Testing led to concrete adjustments: we strengthened Solveig's plain-spoken tone, added clearer role explanation in onboarding, and prioritised prompts that lowered the threshold for starting a conversation.

Deliverables

We delivered a complete service concept to Storebrand, including:

  • UI sketches integrated into CIP with a focus on context-sensitive support

  • Defined use cases with interaction logic

  • Guidelines for AI training based on SKAGEN's existing knowledge base

  • A ~50-page final report documenting insights, process, and recommendations for further development

For å validere konseptet og forstå hvordan kundene opplever Solveig, gjennomførte jeg fem dybdeintervjuer med SKAGEN-kunder. Deltakerne representerte både teknologi positive og mer skeptiske brukerprofiler, slik at vi kunne fange et bredt spekter av behov og holdninger.

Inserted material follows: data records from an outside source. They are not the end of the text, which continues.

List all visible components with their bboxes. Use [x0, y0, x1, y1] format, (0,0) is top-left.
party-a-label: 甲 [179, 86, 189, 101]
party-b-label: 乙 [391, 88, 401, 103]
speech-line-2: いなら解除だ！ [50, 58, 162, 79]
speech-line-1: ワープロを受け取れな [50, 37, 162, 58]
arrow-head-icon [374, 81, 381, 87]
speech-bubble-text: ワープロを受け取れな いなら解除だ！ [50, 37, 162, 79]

Jeg brukte en interaktiv Figma-prototype og lot deltakerne utforske ulike bruksområder, mens jeg stilte spørsmål om opplevelse, nytteverdi og tillit. Målet var å avdekke både umiddelbare reaksjoner og dypere refleksjoner rundt Solveigs rolle i kundereisen.

Nøkkelfunn:

💬 Positive til meldinger: Alle deltakerne var åpne for å motta meldinger fra Solveig, men interessen for å bruke chat-funksjonen var mer variert.
🎓 Læringsinnhold som engasjerer: Stor interesse for videoleksjoner, spesielt når de kombineres med interaktiv støtte fra Solveig.
🤝 Tillit til merkevaren: Høy tillit til SKAGEN som avsender, som også ga Solveig en startfordel.
⚠️ AI-skepsis: Usikkerhet rundt kvaliteten på AI-genererte svar og frykt for at rådgivere kunne bli erstattet.
📌 Klar rolleforståelse: Viktig å kommunisere tydelig at Solveig er et tillegg til – ikke en erstatning for – menneskelig rådgivning.

Sitat fra deltaker:

“Jækli bra […] eg er imponert av det dekan driv med no.”

Konsekvens for konseptet:
Disse funnene bekreftet at konseptet har høy relevans, men at suksessen avhenger av å bygge og opprettholde tillit. Det ble derfor avgjørende å trene AI-en på SKAGENs eksisterende kunnskapsbase, bruke en jordnær og tillitsskapende tone, og tilby tydelige prompts som senker terskelen for å starte en samtale med Solveig.

What I Learned?

I came into this project assuming that AI skepticism was primarily a communication problem — that users just needed better explanations of how AI works. The research proved otherwise: the skepticism was rooted in a need for control and trust, not understanding. That shifted the design direction from "explain AI better" to "give users control within the AI experience."

It was also my first time working within a heavily regulated context. Designing for a financial product required learning to distinguish between what makes good UX and what is actually permissible — and finding design decisions that satisfy both.